_What you are asked to do_
Only the lines from the line that contains "The height and" through the final line of the entries below belong in your answer, copied exactly and without pictures.

(Collected data)
--- --- ---

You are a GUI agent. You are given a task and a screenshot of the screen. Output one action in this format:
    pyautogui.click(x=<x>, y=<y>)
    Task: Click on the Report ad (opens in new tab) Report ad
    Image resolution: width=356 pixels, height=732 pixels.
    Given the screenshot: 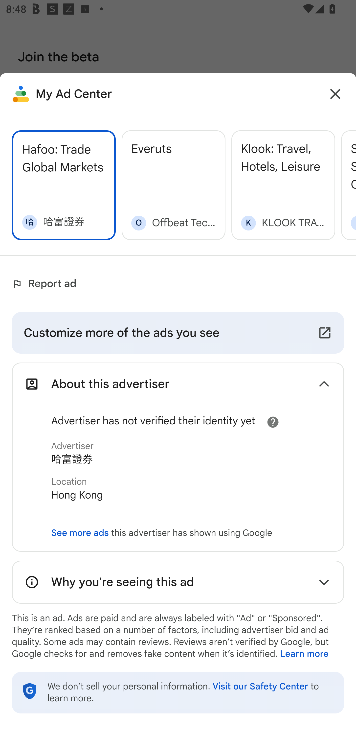 What is the action you would take?
    pyautogui.click(x=46, y=284)
    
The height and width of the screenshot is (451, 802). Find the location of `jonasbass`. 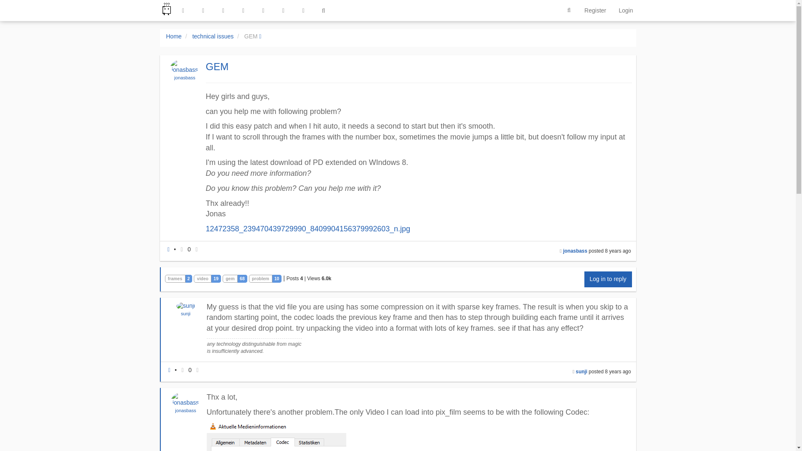

jonasbass is located at coordinates (184, 78).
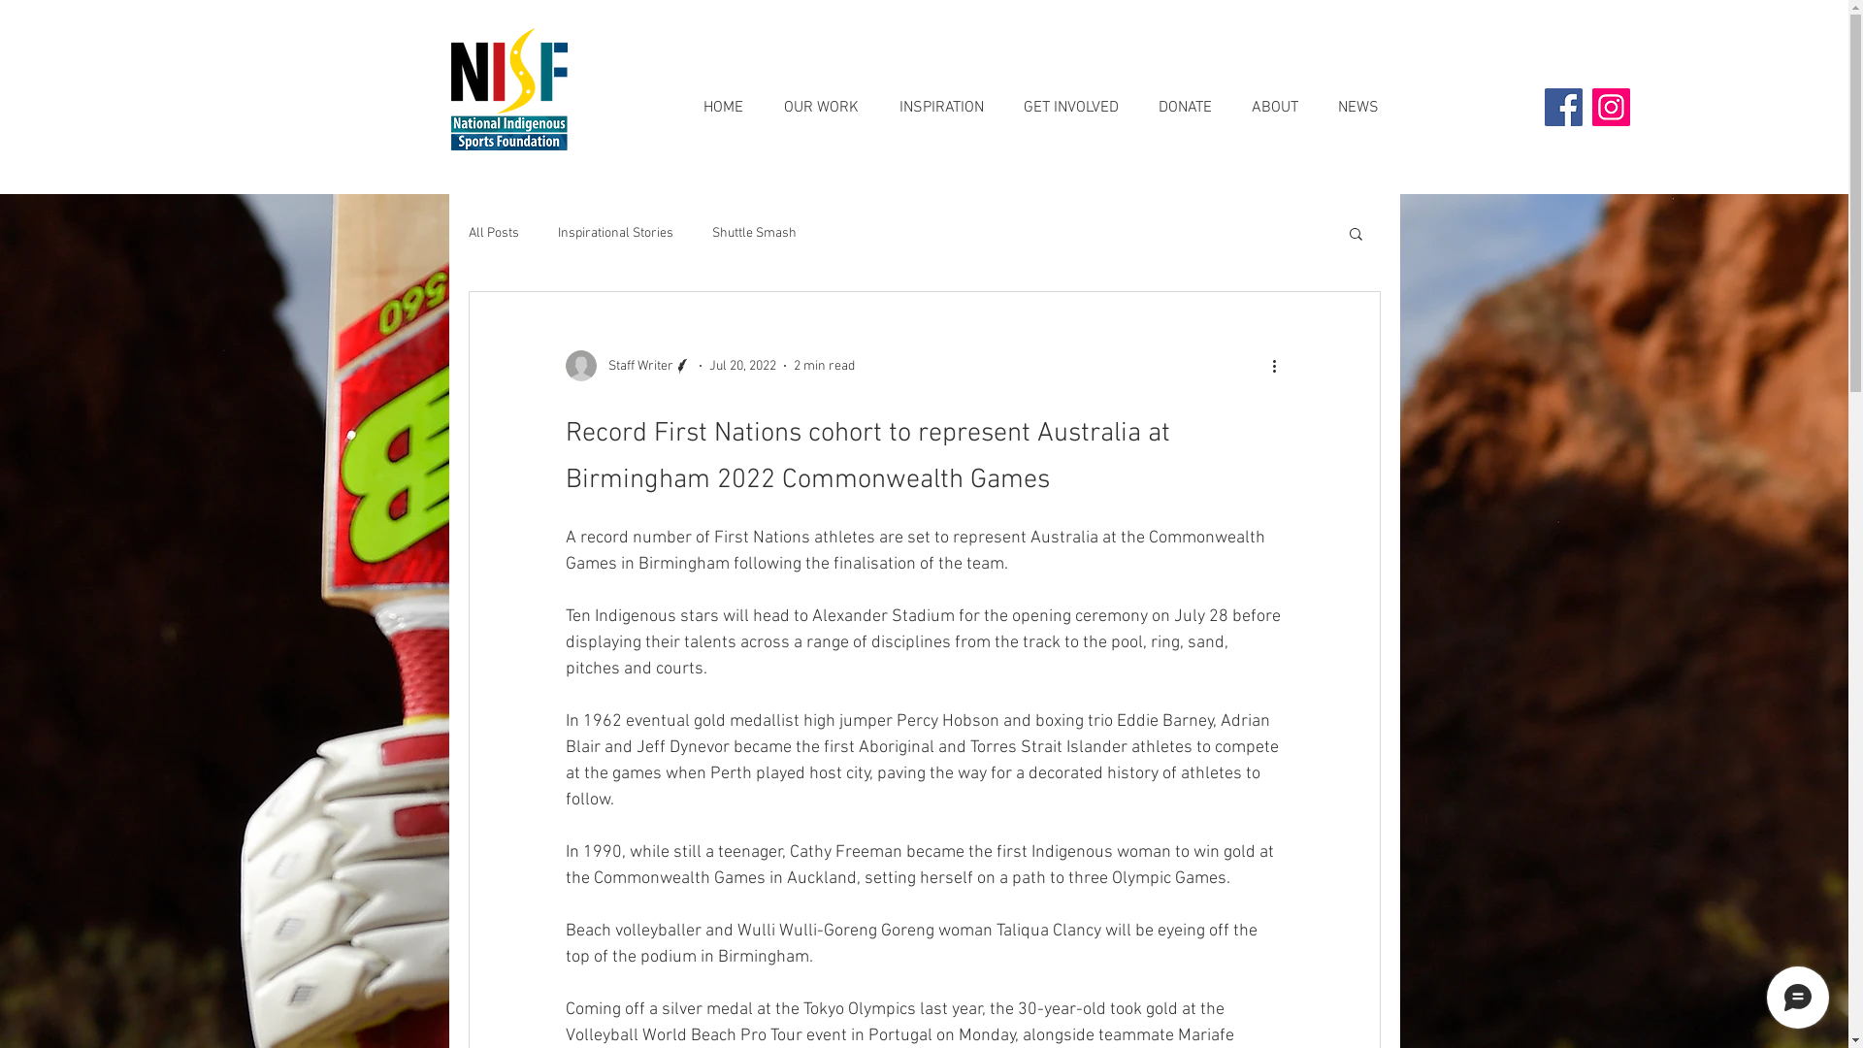  I want to click on GET INVOLVED, so click(1072, 99).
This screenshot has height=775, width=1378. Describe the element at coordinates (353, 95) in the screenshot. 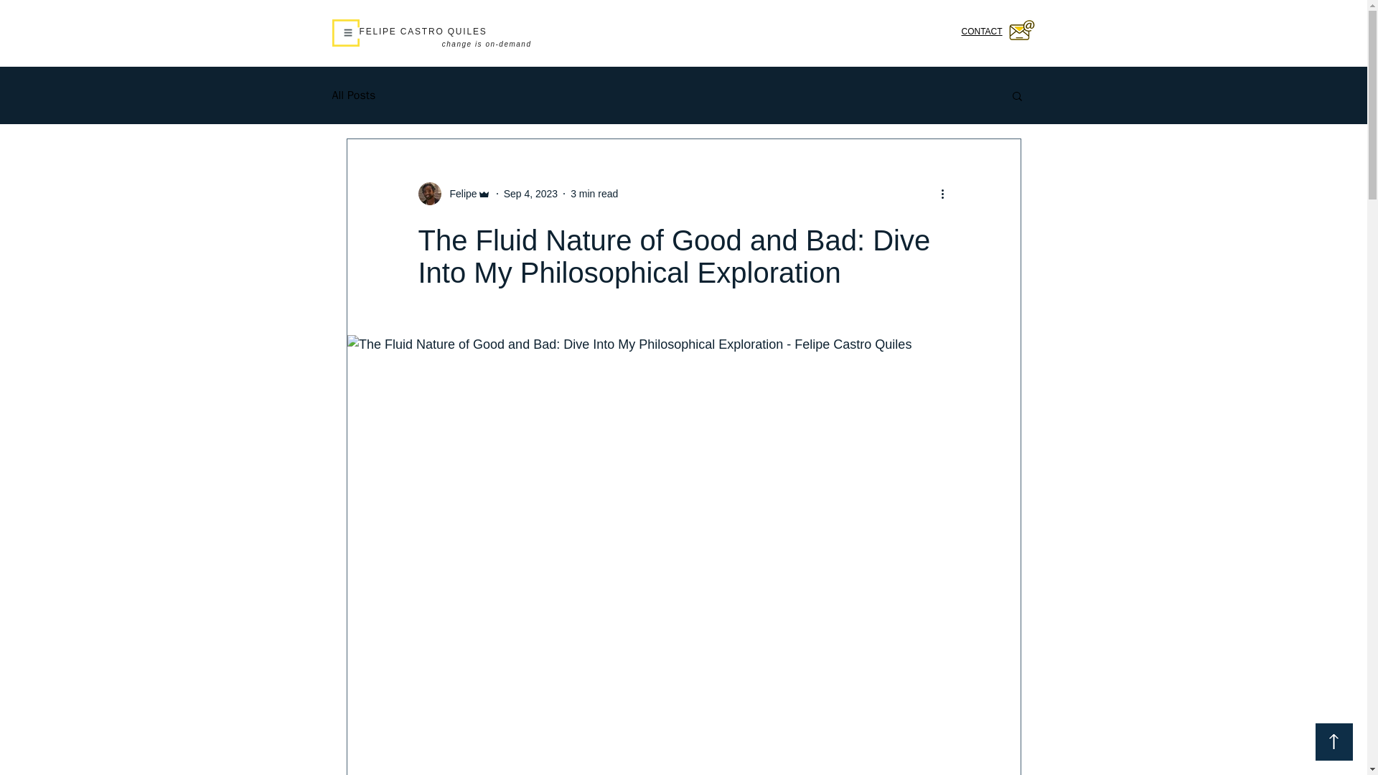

--- --- ---

_Result for this task_
The height and width of the screenshot is (451, 802). Find the location of `jonasbass`. 

jonasbass is located at coordinates (184, 78).
  I want to click on GET INVOLVED, so click(1072, 99).
This screenshot has height=775, width=1378. Describe the element at coordinates (353, 95) in the screenshot. 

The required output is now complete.